Staring Down the Barrel of a Rewrite

The course of a novel never did run smooth. I first had the idea for this novel while I was at university (oh so many years ago). I originally envisaged it as being a thinly-veiled fictional reportage of my grandfather’s World War 2 experiences. Then I realised that wasn’t enough to sustain a book and built a plot around it. As the financial clusterfuck gathered pace I began to get more and more interested in left wing, then far left wing and finally radical left wing theory. All the mainstream political parties in Britain were advocating essentially right wing economic policy, squabbling over decimal points rather than anything as fundamental as “are we on the right track”. Then the Scottish Independence movement got some steam up and I thought “here’s my novel: combine these three things and you’ve got a book.” So I tried. Then, like Bruce, I tried again. I thought I’d managed it but of course I made the same mistake that every “communist” country (I put it in inverted commas because there has never been a real Communist country, as even the most cursory reading of Trotsky will tell you) does, in that I figured ideology + the passage of time = narrative. Of course it doesn’t, but it took a reader and writer of far greater insight than I have to spot it (no names, though if you visit the friends page, you may find him). And so. I’m back not quite to square one but a novel I thought only needed a light repainting turns out to need months in the dry dock, an entire new hull, mast and rudder and even a possible renaming ceremony. Still, I want to write the best book I can, not just achieve a coherent word count, which is why I ask these people I trust to tell me the truth. I consider myself one of the luckiest writers in that I have friends who are not only talented and cleverer than I, but are capable of being honest in a helpful way. Not all writers are as lucky.

Anyway, I’m back in chapter one, simplifying, rearranging and turning a series of points into a (hopefully) gripping story. So far it’s going well. I’m 10’000 words in and painting good scenes with fun dialogue. But that has never been my problem. My problem has always been making these scenes, these conversations, add up to anything very much. Well, they say the third time’s a charm (or, as the genius Simon Munnery has it: “Once bitten, twice shy, three times a lady”) so hopefully in the not to distant future this book will actually be done.

I’m currently reading Roddy Doyle’s Oh, Play That Thing. I’ve always admired Doyle’s ability with (lack of) narrative. His books are, at first glance, top heavy on the dialogue with seemingly little in the way of narrative. One of the many ‘creative writing tutors’ I’ve had over the years described his style as “nothing more than stage directions from a writer so convinced his books would be films.” Well, many of his books have become films (and this particular tutor was talking about The Commitments), so maybe he had a point, but returning to Doyle’s work for the first time in more than a decade, I am amazed again by the way he can use dialogue as a novelistic tool. Usually, in most novels, dialogue and narrative waltz around each other, syncopated, melody and counter-melody, but always distinct. In Doyle’s work (and he’s not unique in this, Irvine Welsh, Duncan McLean and Chuck Palahniuk to name but three) it’s almost impossible to tell where one stops and the other begins. It’s totally different from the way dialogue is used in theatre or film scripts. He has a real understanding of the difference between dialogue on a page that’s meant to be read out loud and dialogue that is meant to pass silently from paper to the inner voice in our head. It’s a skill I really admire and one I am determined to master. Picking up this book at this time was a coincidence, but it might just be the reminder of the direction I want my writing to go in that I needed.

In the meantime, why not watch the documentary that, in part, inspired this book: The Scots Who Fought Franco.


Task item ▸
Could you repeat exactly the lines from the one containing "You are a GUI" through the last line of the records, with no pictures?

Material for this task ▸

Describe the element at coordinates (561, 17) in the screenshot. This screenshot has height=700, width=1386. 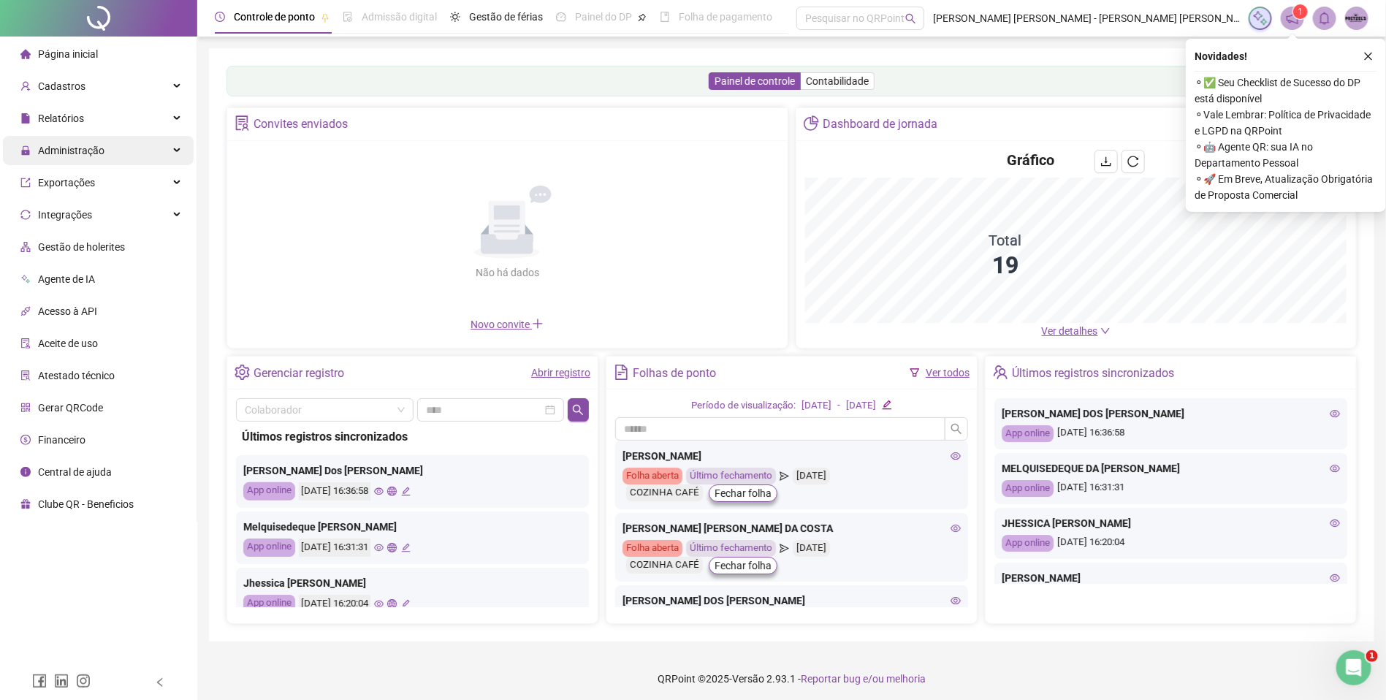
I see `span: dashboard` at that location.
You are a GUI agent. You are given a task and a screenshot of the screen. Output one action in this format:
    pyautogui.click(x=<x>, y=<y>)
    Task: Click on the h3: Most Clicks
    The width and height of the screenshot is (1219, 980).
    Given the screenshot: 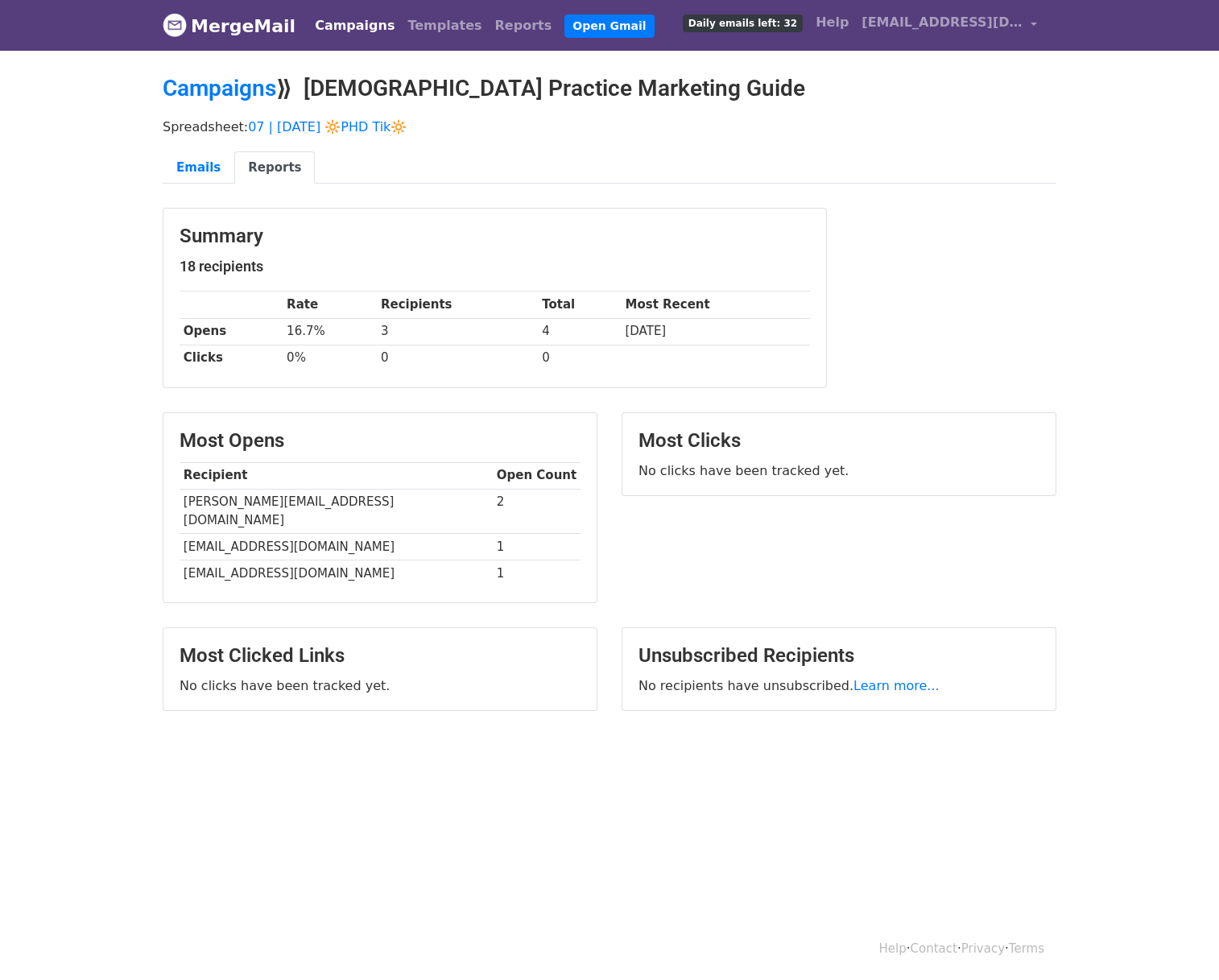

Output ▸
You are a GUI agent. You are given a task and a screenshot of the screen. Output one action in this format:
    pyautogui.click(x=<x>, y=<y>)
    Task: Click on the h3: Most Clicks
    The width and height of the screenshot is (1219, 980).
    Given the screenshot: 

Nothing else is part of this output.